_The task_: Set down each line of the data below exactly as it stands, dropping the pictures.

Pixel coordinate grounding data

= Beginning of Section =

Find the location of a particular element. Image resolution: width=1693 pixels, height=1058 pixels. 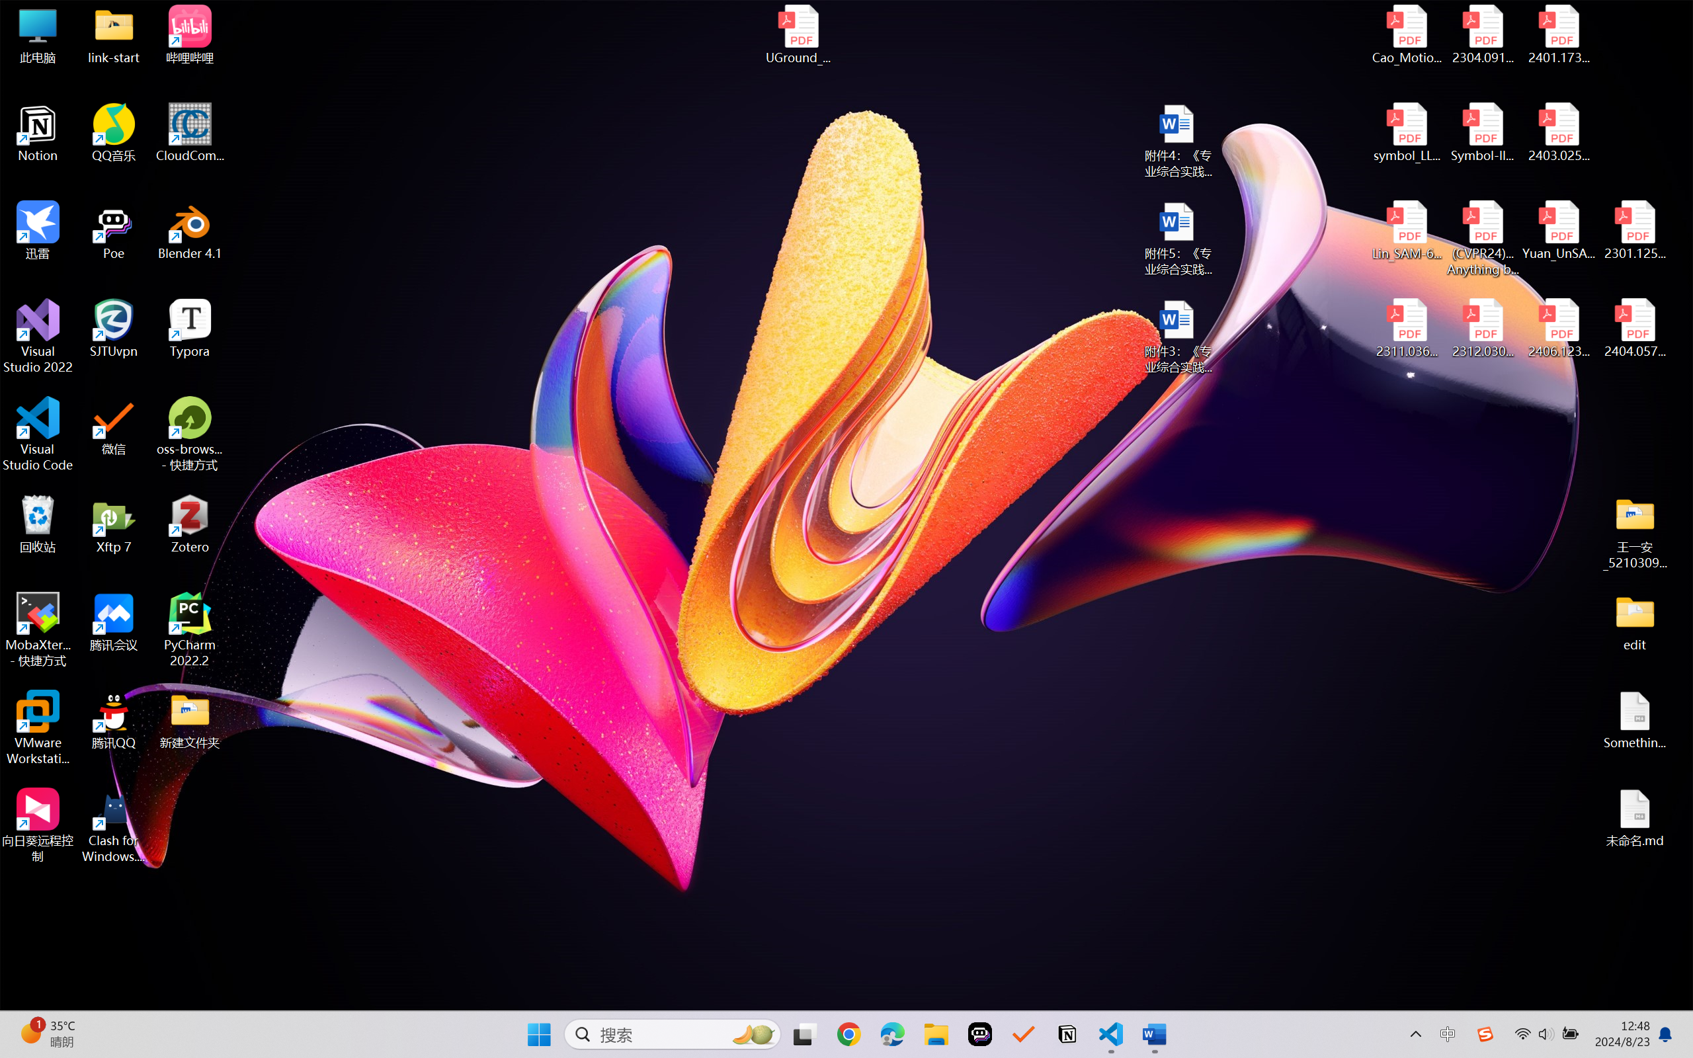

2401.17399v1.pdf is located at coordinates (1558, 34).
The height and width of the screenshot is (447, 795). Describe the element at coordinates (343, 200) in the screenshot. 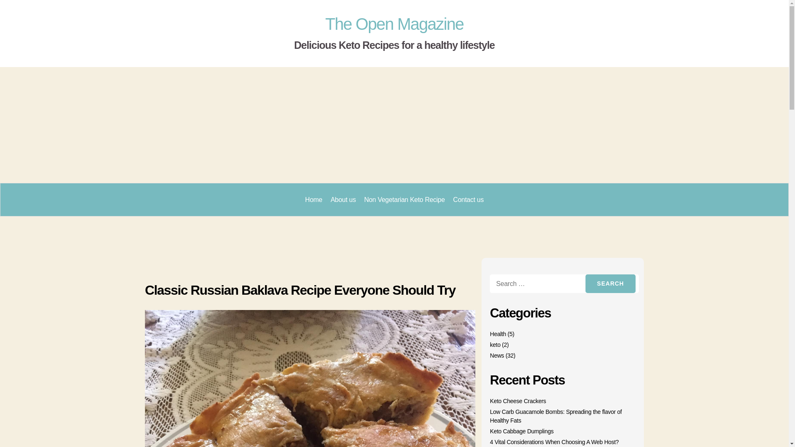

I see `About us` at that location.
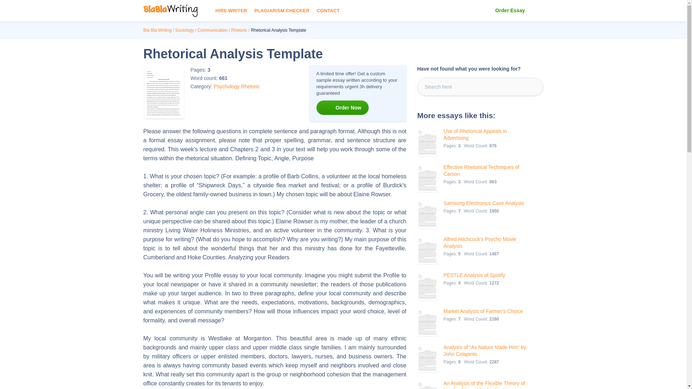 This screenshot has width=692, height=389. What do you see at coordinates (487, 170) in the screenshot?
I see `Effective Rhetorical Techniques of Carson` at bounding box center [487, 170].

= End of Section =

_Solution for this problem_:
Find the location of a particular element. Image resolution: width=1693 pixels, height=1058 pixels. 

2401.17399v1.pdf is located at coordinates (1558, 34).
The height and width of the screenshot is (447, 795). Describe the element at coordinates (343, 200) in the screenshot. 

I see `About us` at that location.
 This screenshot has width=692, height=389. What do you see at coordinates (487, 170) in the screenshot?
I see `Effective Rhetorical Techniques of Carson` at bounding box center [487, 170].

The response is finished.